Recently, IPPR's hospital building and urban renewal design initiatives secured two international accolades:
Chengdu Aerotropolis Asia Heart Hospital Project — Gold Winner, 2025 MUSE Design Awards
Lhasa People's Hospital Landscape Renovation Project — Silver Award, International Award for Sustainable Urban Regeneration (IASUR)
These honors fully demonstrate IPPR's deep expertise and innovative strength in healthcare architecture and sustainable urban regeneration, further enhancing the brand's global influence.
Gold Winner, 2025 MUSE Design Awards

The Chengdu Aerotropolis Asia Heart Hospital, independently designed by IPPR, received the Gold Winner in the Clinics / Hospitals architecture category. This marks IPPR Healthcare's first recognition of this international award, highlighting the firm's design capabilities in medical architecture and its outstanding competitiveness on the global stage.

As a model of urban regeneration based on an existing city fabric, the Chengdu Aerotropolis Asia Heart Hospital provides the Shuangliu District with a brand new medical and social facility despite spatial, parking, and height constraints. The design emphasizes flexible, ecological, and efficient site utilization, revitalizing the urban fabric through a contemporary facade design?while preserving the historical character of Shuangliu's old town. Healthcare architecture in old cities should serve as a "spatial adhesive", integrating functional requirements with cultural memory.

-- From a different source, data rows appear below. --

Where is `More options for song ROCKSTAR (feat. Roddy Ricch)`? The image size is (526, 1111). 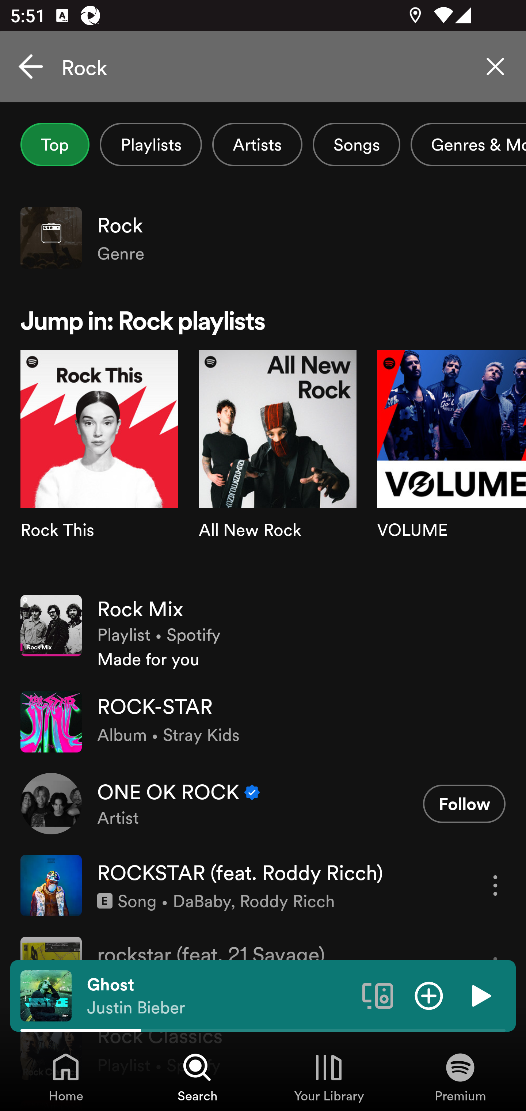
More options for song ROCKSTAR (feat. Roddy Ricch) is located at coordinates (495, 885).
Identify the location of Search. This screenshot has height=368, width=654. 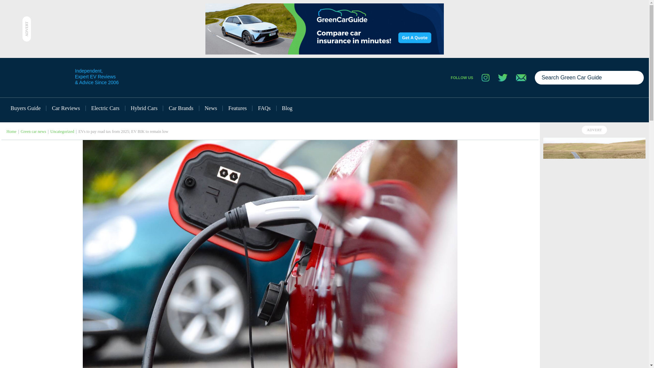
(636, 78).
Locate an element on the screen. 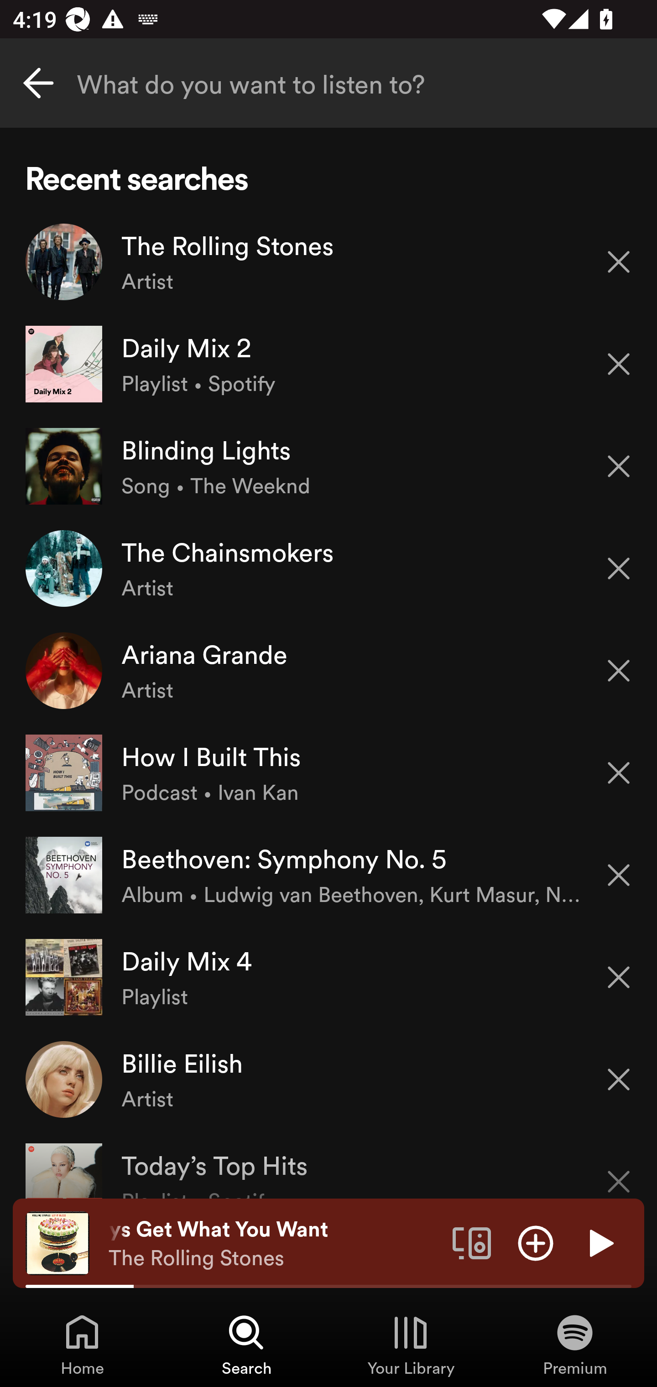 The height and width of the screenshot is (1387, 657). The Rolling Stones Artist Remove is located at coordinates (329, 262).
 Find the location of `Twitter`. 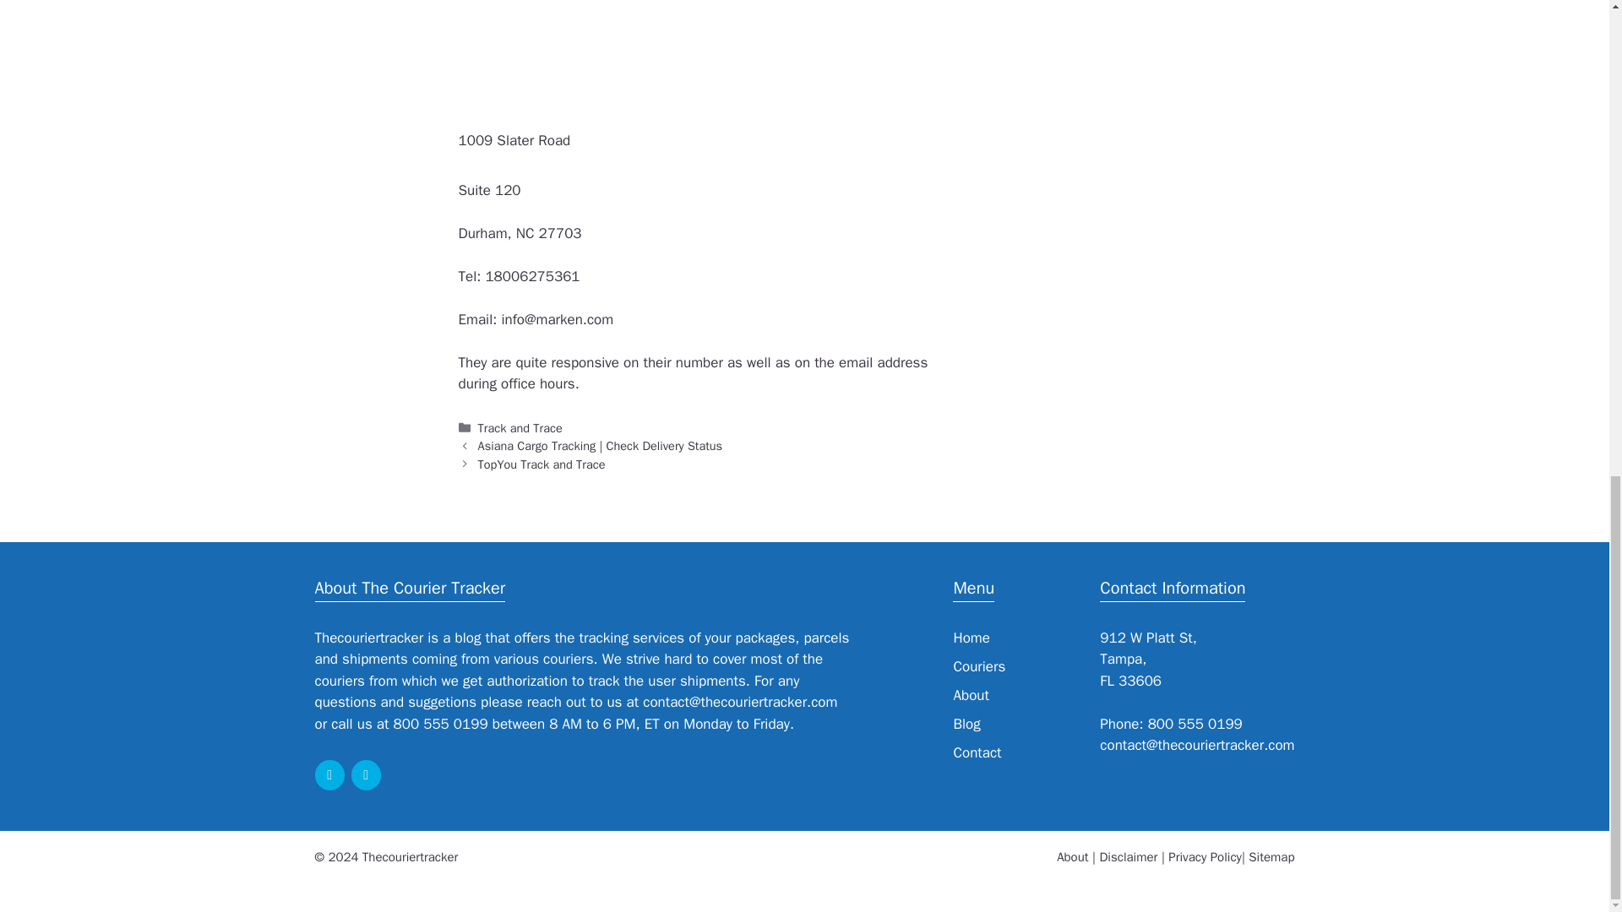

Twitter is located at coordinates (367, 775).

The design adopts five spatial strategies and leverages integrated architectural design to establish a replicable reference model for hospital renovation and expansion in old urban districts.
Spatial Stitching — Applying a compact vertical stacking concept, the design elegantly resolves the challenges of high-density medical spaces. The square-in-a-square topology allows nursing units to closely encircle a central atrium, maximizing the use of limited site.
Traffic Alleviation — A hierarchical and efficient traffic network systematically addresses congestion around the hospital. Unidirectional micro-loops, dual-level drop-off areas, and an intelligent underground garage effectively manage vehicle flow, while refined block micro-circulation designs weave the city's slow-mobility network, creating an orderly integration of traffic and ecology.
Interface Penetration — Transforming passive spaces into active urban fabric, the design emphasizes "openness, simplicity, and permeability" as its core principles. It refines the micro-space layout and redefines the logic of facade permeability, synergizing precision-perforated aluminum panels and dynamic U-glass curtain walls to reduce the visual mass of the building. Through an architectural language that balances solid and void, it highlights a nuanced contrast between its materiality and volume.
Healing Living Room — A north-south axis connects street squares with tranquil gardens, softening boundaries and diminishing the visual presence of walls, thus transforming the area into a vibrant community hub. The aerial living room is filled with sunlight and greenery, embodying the concept of a non-medicalized urban lounge, enhancing the patient experience within a compact but refined medical environment.
Symbiotic Integration — Historical urban fabric and contemporary architecture are skillfully interwoven, creating a harmonious dialogue. Precisely prefabricated modular facades empower rapid construction, while embedded functional units and carefully crafted windows integrate seamlessly, forging a sustainable paradigm for organic hospital renewal in old urban areas.
International Award for Sustainable Urban Regeneration, IASUR

The "Lhasa People's Hospital 'Advanced Tier-III' Comprehensive Landscape Renovation Project", designed by IPPR, received the Silver Award, International Award for Sustainable Urban Regeneration (IASUR). Grounded in the high-altitude environment and the unique cultural characteristics of Lhasa, the project leverages IPPR's expertise in healthcare design. With the goals of "distinctive character, regional benchmark, and public well-being", it delivers a heartwarming, unique, and widely appreciated urban renewal project to the local community.
In its design, the project respects local culture and fully considers the hospital's existing conditions. Through optimized site planning, it creates a shared green leisure and therapeutic plaza. The enhanced landscape environment not only offers medical staff a green space to relieve stress and connect with nature, but also provides patients with a healing garden that supports natural recovery and soothes the mind. The landscape elements incorporate Lhasa's iconic "Gesang flowers", forming a distinctive cultural and spiritual space.

The successful completion of the project elevates the overall environmental quality of Lhasa People's Hospital to a new level. Its regionally inspired architectural facades and naturally therapeutic landscape spaces will establish a reference and replicable model for healthcare landscape construction in high-altitude regions. This marks Lhasa's first hospital renovation project that features a "dual-character" approach, combining both therapeutic landscape qualities and cultural landscape elements.